Description of the task - The records below are to be set down word for word, with every picture left out.

*** Given entries

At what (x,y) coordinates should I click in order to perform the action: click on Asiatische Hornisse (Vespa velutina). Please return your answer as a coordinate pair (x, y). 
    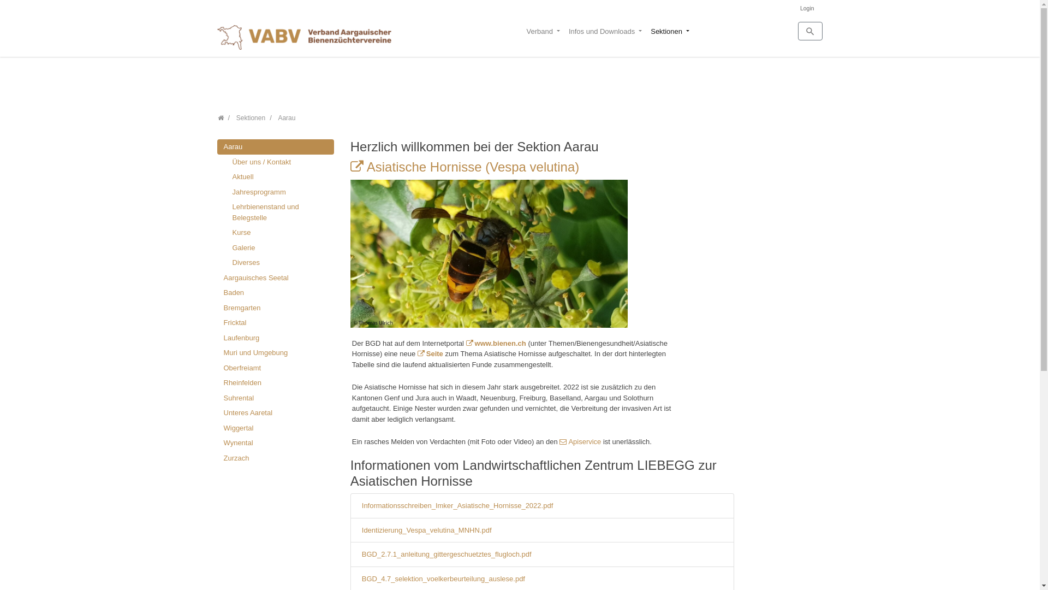
    Looking at the image, I should click on (465, 167).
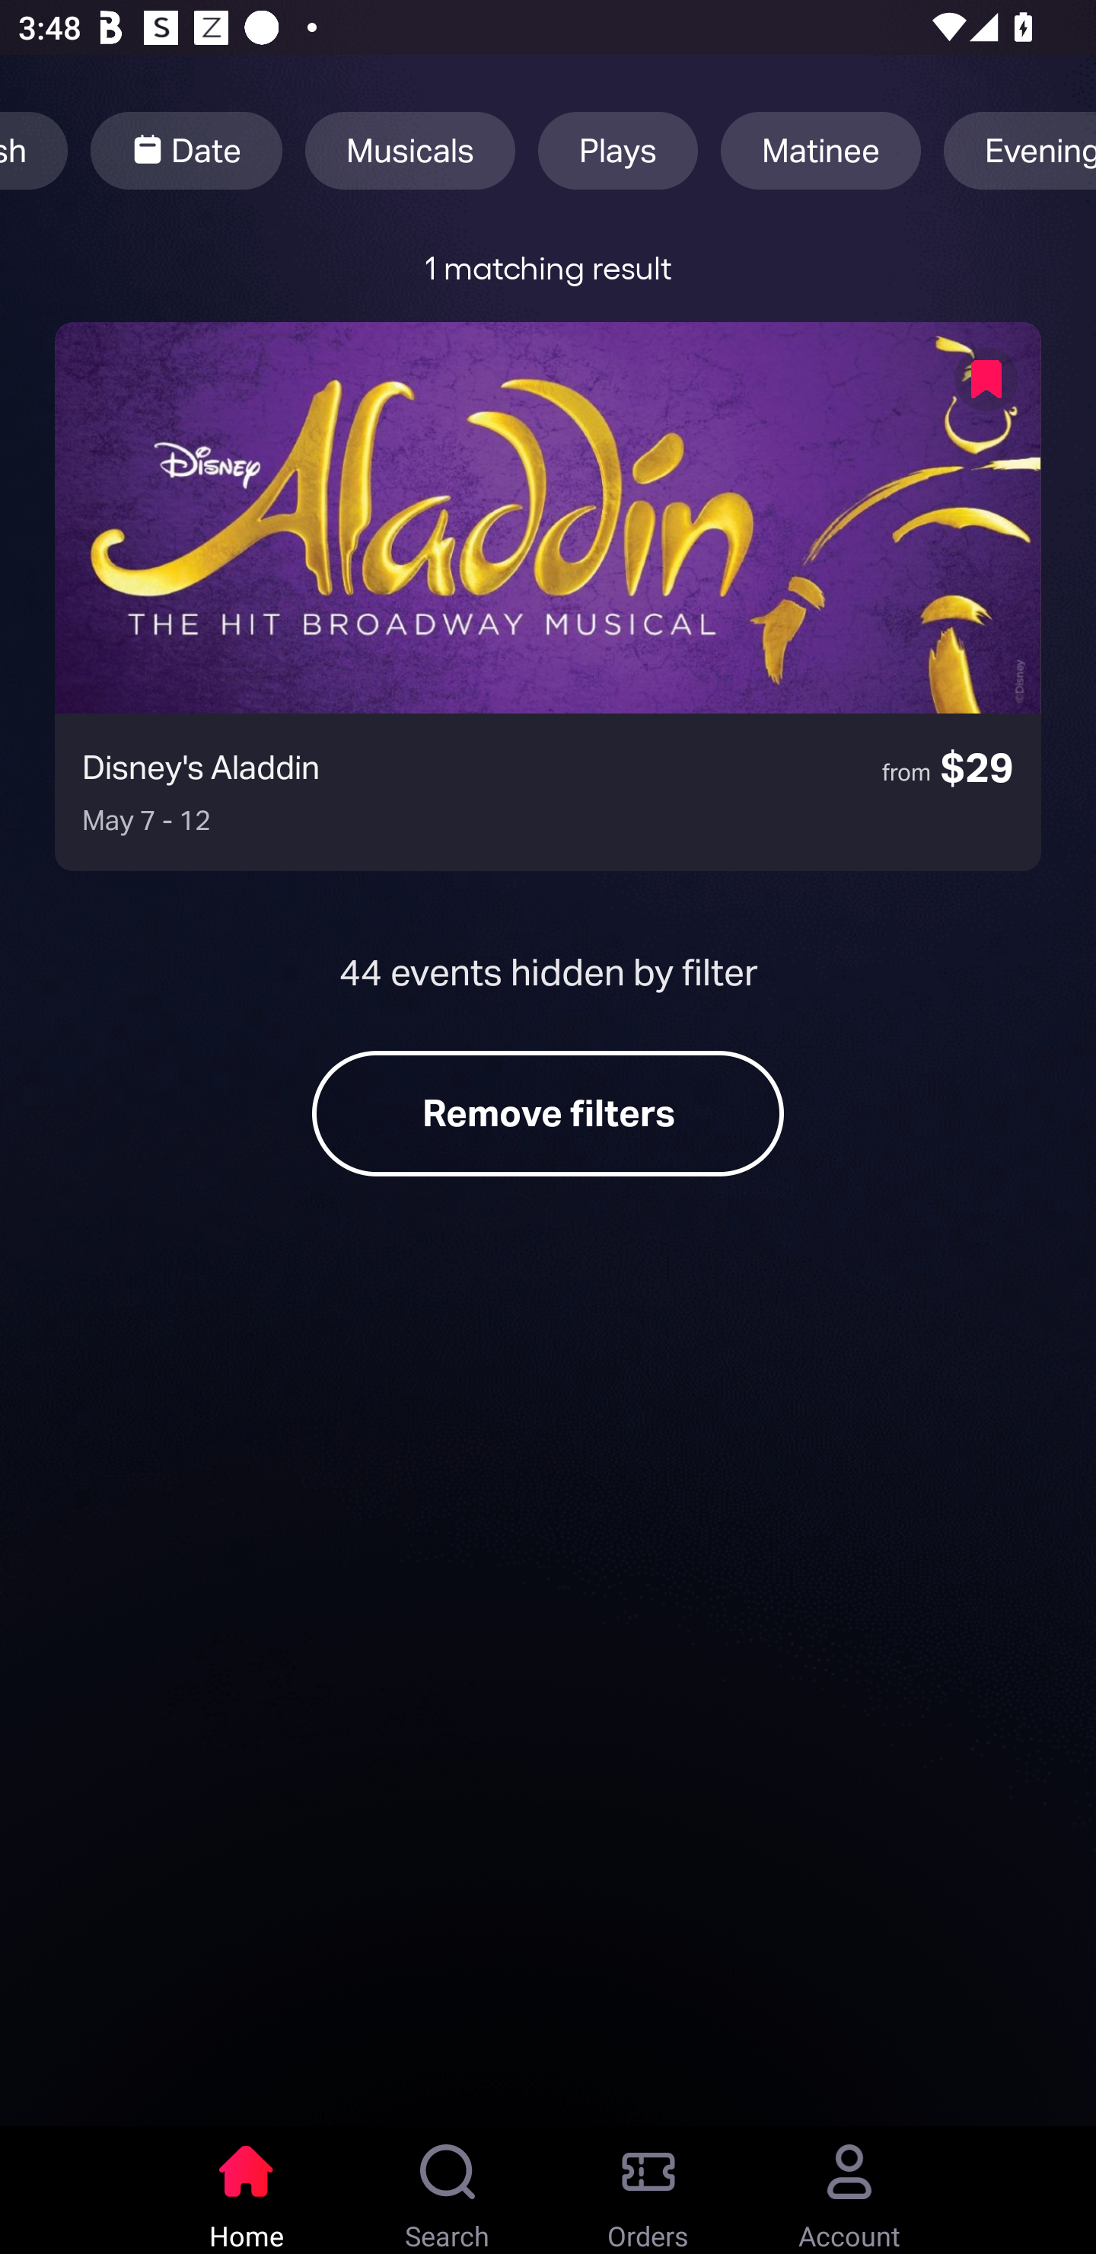 This screenshot has height=2254, width=1096. I want to click on Plays, so click(619, 150).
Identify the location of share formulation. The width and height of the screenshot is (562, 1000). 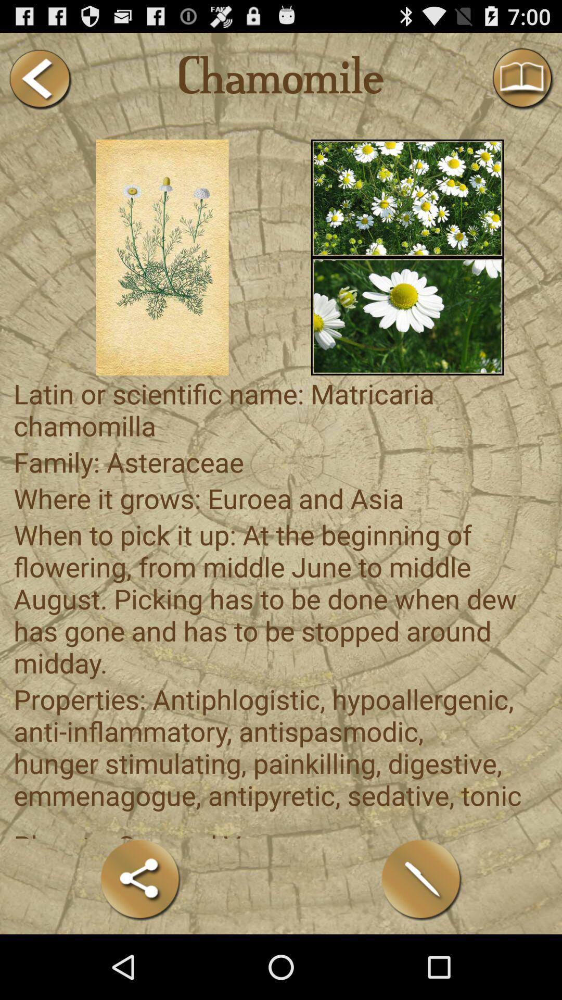
(141, 879).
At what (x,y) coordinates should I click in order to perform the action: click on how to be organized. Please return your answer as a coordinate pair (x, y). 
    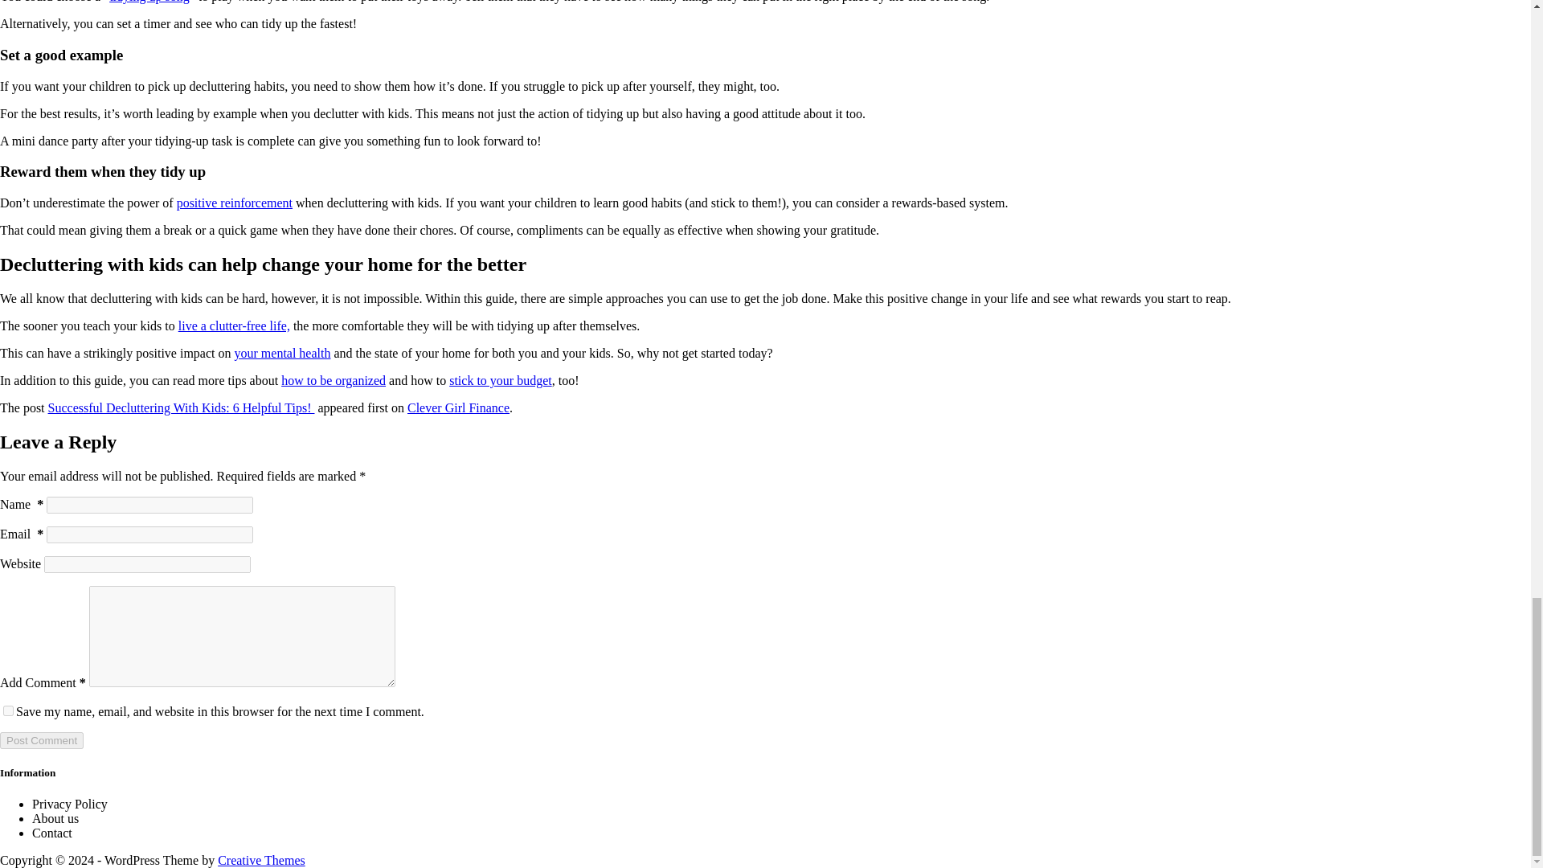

******

Task result -
At what (x,y) coordinates should I click in order to perform the action: click on Asiatische Hornisse (Vespa velutina). Please return your answer as a coordinate pair (x, y). 
    Looking at the image, I should click on (465, 167).
 This screenshot has height=2254, width=1096. I want to click on Plays, so click(619, 150).
Identify the location of share formulation. The width and height of the screenshot is (562, 1000). 
(141, 879).
At what (x,y) coordinates should I click in order to perform the action: click on how to be organized. Please return your answer as a coordinate pair (x, y). 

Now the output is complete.